External Validity of Thrombolytic Trials
Let’s say you disagree with this analysis. You ignore the trials stopped early for harm. You ignore the many negative trials. You ignore the higher rate of ICH and possible signal of increased death. And you focus only on the two positive trials, despite their flaws and subjective efficacy endpoint. You still have the problem of translating this evidence to real life.
Diagnosing stroke emergently isn’t always easy. A study from the 1990s found that stroke mimics, such as Todd’s paralysis, infection, or metabolic disorders, occurred in nearly one in five patients initially diagnosed with stroke.
[25]Proponents might argue that the rate of misdiagnosis is lower now because of stroke centers. Maybe, but many patients still receive care outside of specialty centers. What’s more, any patient who receives tPA for a nonstroke gains no benefit and is exposed to a real possibility of harm.
In the tPA trials, strict criteria governed enrollment of patients, which is not feasible in regular practice. Cleveland Clinic researchers tallied results from every stroke patient receiving tPA from 29 local hospitals area and found that half of the 70 patients treated with tPA received it inappropriately and that treated patients had a rate of ICH (15.7%), which greatly exceeded that seen in clinical trials.
[26]
Supporters of tPA can point to observational studies reporting rates of ICH, early death, and functional independence similar to those in the clinical trials. These studies have significant limitations: In addition to being uncontrolled, they suffer from incomplete case ascertainment and likely selection bias. For example, one such Canadian registry study
[27] is not applicable to US practice because the centralized infrastructure of Canada’s healthcare system allows for the naturalized development of expert stroke centers. Another registry study (SITS-MOST)

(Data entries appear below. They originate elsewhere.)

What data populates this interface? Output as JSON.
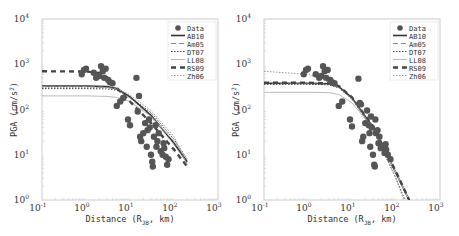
{
  "chart_data": [
    {
      "type": "scatter",
      "title": "",
      "xlabel": "Distance (R_JB, km)",
      "ylabel": "PGA (cm/s^2)",
      "xscale": "log",
      "yscale": "log",
      "xlim": [
        0.1,
        1000
      ],
      "ylim": [
        1,
        10000
      ],
      "x_ticks": [
        "10^-1",
        "10^0",
        "10^1",
        "10^2",
        "10^3"
      ],
      "y_ticks": [
        "10^0",
        "10^1",
        "10^2",
        "10^3",
        "10^4"
      ],
      "grid": false,
      "legend_position": "upper right",
      "legend": [
        "Data",
        "AB10",
        "Am05",
        "DT07",
        "LL08",
        "RS09",
        "Zh06"
      ],
      "data_points": [
        [
          0.8,
          600
        ],
        [
          0.9,
          750
        ],
        [
          1.0,
          800
        ],
        [
          1.5,
          650
        ],
        [
          1.7,
          500
        ],
        [
          2.0,
          550
        ],
        [
          2.2,
          900
        ],
        [
          2.4,
          700
        ],
        [
          2.6,
          500
        ],
        [
          2.8,
          800
        ],
        [
          3.2,
          450
        ],
        [
          3.5,
          400
        ],
        [
          4.0,
          380
        ],
        [
          5.0,
          120
        ],
        [
          6.0,
          150
        ],
        [
          7.0,
          180
        ],
        [
          9.0,
          60
        ],
        [
          10,
          45
        ],
        [
          14,
          500
        ],
        [
          15,
          90
        ],
        [
          16,
          200
        ],
        [
          17,
          25
        ],
        [
          18,
          20
        ],
        [
          20,
          30
        ],
        [
          22,
          50
        ],
        [
          24,
          15
        ],
        [
          25,
          35
        ],
        [
          27,
          60
        ],
        [
          28,
          40
        ],
        [
          30,
          10
        ],
        [
          32,
          7
        ],
        [
          33,
          5.5
        ],
        [
          35,
          25
        ],
        [
          38,
          45
        ],
        [
          40,
          15
        ],
        [
          42,
          20
        ],
        [
          45,
          30
        ],
        [
          50,
          12
        ],
        [
          55,
          10
        ],
        [
          58,
          18
        ],
        [
          60,
          14
        ],
        [
          65,
          9
        ],
        [
          70,
          6
        ],
        [
          75,
          8
        ]
      ],
      "series": [
        {
          "name": "AB10",
          "style": "solid-dark",
          "x": [
            0.1,
            1,
            3,
            5,
            10,
            30,
            100,
            200
          ],
          "values": [
            330,
            330,
            320,
            290,
            190,
            75,
            18,
            7
          ]
        },
        {
          "name": "Am05",
          "style": "dash-light",
          "x": [
            0.1,
            1,
            3,
            5,
            10,
            30,
            100,
            200
          ],
          "values": [
            320,
            320,
            310,
            280,
            180,
            70,
            17,
            6.5
          ]
        },
        {
          "name": "DT07",
          "style": "dotted",
          "x": [
            0.1,
            1,
            3,
            5,
            10,
            30,
            100,
            200
          ],
          "values": [
            290,
            290,
            285,
            265,
            190,
            85,
            22,
            8
          ]
        },
        {
          "name": "LL08",
          "style": "solid-light",
          "x": [
            0.1,
            1,
            3,
            5,
            10,
            30,
            100,
            200
          ],
          "values": [
            200,
            200,
            195,
            185,
            150,
            70,
            20,
            8
          ]
        },
        {
          "name": "RS09",
          "style": "dash-bold",
          "x": [
            0.1,
            1,
            2,
            3,
            5,
            10,
            30,
            100,
            200
          ],
          "values": [
            700,
            690,
            640,
            520,
            300,
            150,
            50,
            13,
            5.5
          ]
        },
        {
          "name": "Zh06",
          "style": "dotted-light",
          "x": [
            0.1,
            1,
            3,
            5,
            10,
            30,
            100,
            200
          ],
          "values": [
            310,
            310,
            305,
            290,
            210,
            95,
            25,
            6
          ]
        }
      ]
    },
    {
      "type": "scatter",
      "title": "",
      "xlabel": "Distance (R_JB, km)",
      "ylabel": "PGA (cm/s^2)",
      "xscale": "log",
      "yscale": "log",
      "xlim": [
        0.1,
        1000
      ],
      "ylim": [
        1,
        10000
      ],
      "x_ticks": [
        "10^-1",
        "10^0",
        "10^1",
        "10^2",
        "10^3"
      ],
      "y_ticks": [
        "10^0",
        "10^1",
        "10^2",
        "10^3",
        "10^4"
      ],
      "grid": false,
      "legend_position": "upper right",
      "legend": [
        "Data",
        "AB10",
        "Am05",
        "DT07",
        "LL08",
        "RS09",
        "Zh06"
      ],
      "data_points": [
        [
          0.8,
          600
        ],
        [
          0.9,
          750
        ],
        [
          1.0,
          800
        ],
        [
          1.5,
          600
        ],
        [
          1.8,
          500
        ],
        [
          2.0,
          550
        ],
        [
          2.2,
          900
        ],
        [
          2.4,
          700
        ],
        [
          2.6,
          500
        ],
        [
          2.8,
          750
        ],
        [
          3.2,
          450
        ],
        [
          3.5,
          400
        ],
        [
          4.0,
          380
        ],
        [
          5.0,
          120
        ],
        [
          6.0,
          150
        ],
        [
          9.0,
          60
        ],
        [
          10,
          42
        ],
        [
          14,
          480
        ],
        [
          15,
          140
        ],
        [
          16,
          130
        ],
        [
          17,
          20
        ],
        [
          18,
          25
        ],
        [
          20,
          50
        ],
        [
          22,
          95
        ],
        [
          24,
          45
        ],
        [
          25,
          30
        ],
        [
          26,
          15
        ],
        [
          27,
          70
        ],
        [
          28,
          40
        ],
        [
          30,
          10
        ],
        [
          32,
          6
        ],
        [
          33,
          5.5
        ],
        [
          34,
          60
        ],
        [
          35,
          30
        ],
        [
          38,
          35
        ],
        [
          40,
          18
        ],
        [
          42,
          25
        ],
        [
          45,
          14
        ],
        [
          50,
          15
        ],
        [
          55,
          11
        ],
        [
          58,
          17
        ],
        [
          60,
          13
        ],
        [
          65,
          10
        ],
        [
          75,
          8
        ]
      ],
      "series": [
        {
          "name": "AB10",
          "style": "solid-dark",
          "x": [
            0.1,
            1,
            3,
            5,
            10,
            30,
            100,
            200
          ],
          "values": [
            380,
            380,
            370,
            320,
            180,
            40,
            4,
            1.0
          ]
        },
        {
          "name": "Am05",
          "style": "dash-light",
          "x": [
            0.1,
            1,
            3,
            5,
            10,
            30,
            100,
            200
          ],
          "values": [
            370,
            370,
            360,
            310,
            175,
            38,
            3.8,
            0.95
          ]
        },
        {
          "name": "DT07",
          "style": "dotted",
          "x": [
            0.1,
            1,
            3,
            5,
            10,
            30,
            100,
            160
          ],
          "values": [
            360,
            360,
            350,
            300,
            170,
            36,
            3,
            1.0
          ]
        },
        {
          "name": "LL08",
          "style": "solid-light",
          "x": [
            0.1,
            1,
            3,
            5,
            10,
            30,
            100,
            200
          ],
          "values": [
            240,
            240,
            235,
            215,
            140,
            38,
            4,
            1.0
          ]
        },
        {
          "name": "RS09",
          "style": "dash-bold",
          "x": [
            0.1,
            1,
            3,
            5,
            10,
            30,
            100,
            200
          ],
          "values": [
            390,
            390,
            380,
            330,
            185,
            42,
            4.2,
            1.0
          ]
        },
        {
          "name": "Zh06",
          "style": "dotted-light",
          "x": [
            0.1,
            1,
            2,
            3,
            5,
            10,
            30,
            100,
            150
          ],
          "values": [
            700,
            600,
            480,
            400,
            300,
            170,
            38,
            3,
            1.0
          ]
        }
      ]
    }
  ],
  "panels": [
    {
      "xlabel_text": "Distance (R",
      "xlabel_sub": "JB",
      "xlabel_tail": ", km)",
      "ylabel_text": "PGA (cm/s",
      "ylabel_sup": "2",
      "ylabel_tail": ")",
      "legend": [
        "Data",
        "AB10",
        "Am05",
        "DT07",
        "LL08",
        "RS09",
        "Zh06"
      ]
    },
    {
      "xlabel_text": "Distance (R",
      "xlabel_sub": "JB",
      "xlabel_tail": ", km)",
      "ylabel_text": "PGA (cm/s",
      "ylabel_sup": "2",
      "ylabel_tail": ")",
      "legend": [
        "Data",
        "AB10",
        "Am05",
        "DT07",
        "LL08",
        "RS09",
        "Zh06"
      ]
    }
  ],
  "ticks": {
    "base": "10",
    "x_exp": [
      "-1",
      "0",
      "1",
      "2",
      "3"
    ],
    "y_exp": [
      "0",
      "1",
      "2",
      "3",
      "4"
    ]
  }
}
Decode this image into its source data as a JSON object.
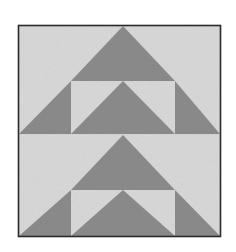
{
  "image": {
    "subject": "quilt-block",
    "pattern": "flying geese triangles",
    "colors": {
      "background": "#ffffff",
      "fabric_light": "#d9d9d9",
      "fabric_dark": "#8c8c8c",
      "border": "#2a2a2a"
    },
    "frame": {
      "x": 18,
      "y": 25,
      "width": 203,
      "height": 212
    }
  }
}
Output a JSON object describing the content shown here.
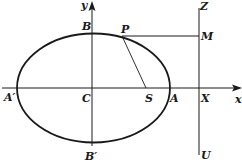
{
  "diagram": {
    "type": "ellipse-focus-directrix",
    "colors": {
      "stroke": "#1a1a1a",
      "background": "#ffffff"
    },
    "axes": {
      "x_label": "x",
      "y_label": "y"
    },
    "points": {
      "B": "B",
      "P": "P",
      "Z": "Z",
      "M": "M",
      "A_prime": "A′",
      "C": "C",
      "S": "S",
      "A": "A",
      "X": "X",
      "B_prime": "B′",
      "U": "U"
    }
  }
}
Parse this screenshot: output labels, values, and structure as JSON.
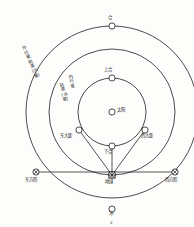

[28] had voluntary participation of centers that “promised” to enroll all patients. Also, SITS-MOST represents an idealized situation in that it excluded all patients given tPA in violation of strict eligibility criteria.
[29]
Conclusion
Here I echo Hoffman’s analysis
[30] of lytic trials from almost two decades ago when he wrote that using a new therapy is reasonable for a condition if four criteria are met:
- Outcome is almost uniformly bad with standard therapy.
- The potential benefits of the new therapy are substantial.
- The proposed treatment is unlikely to cause harm.
- There is no reason to suspect results will be substantially worse in general practice.
None of these criteria exist for thrombolysis in stroke.
Although we have all seen a patient with stroke defects improve after lytic therapy, the evidence from nearly 10,000 patients in trials shows that the odds of that patient getting better with placebo are similar (eg, spontaneous lysis) whereas the chances of that patient suffering ICH are two- to sixfold higher.
Thrombolytic proponents are wrong to
recommend this therapy as something that “should be done.” The evidence for harm is greater than the evidence for benefit. You don’t have to be a neurologist to see that.
Finally, the fact that a therapy with clear harms and high costs became anointed as beneficial despite dubious evidence argues strongly for the kind of independent critical appraisal that the digital democracy now allows.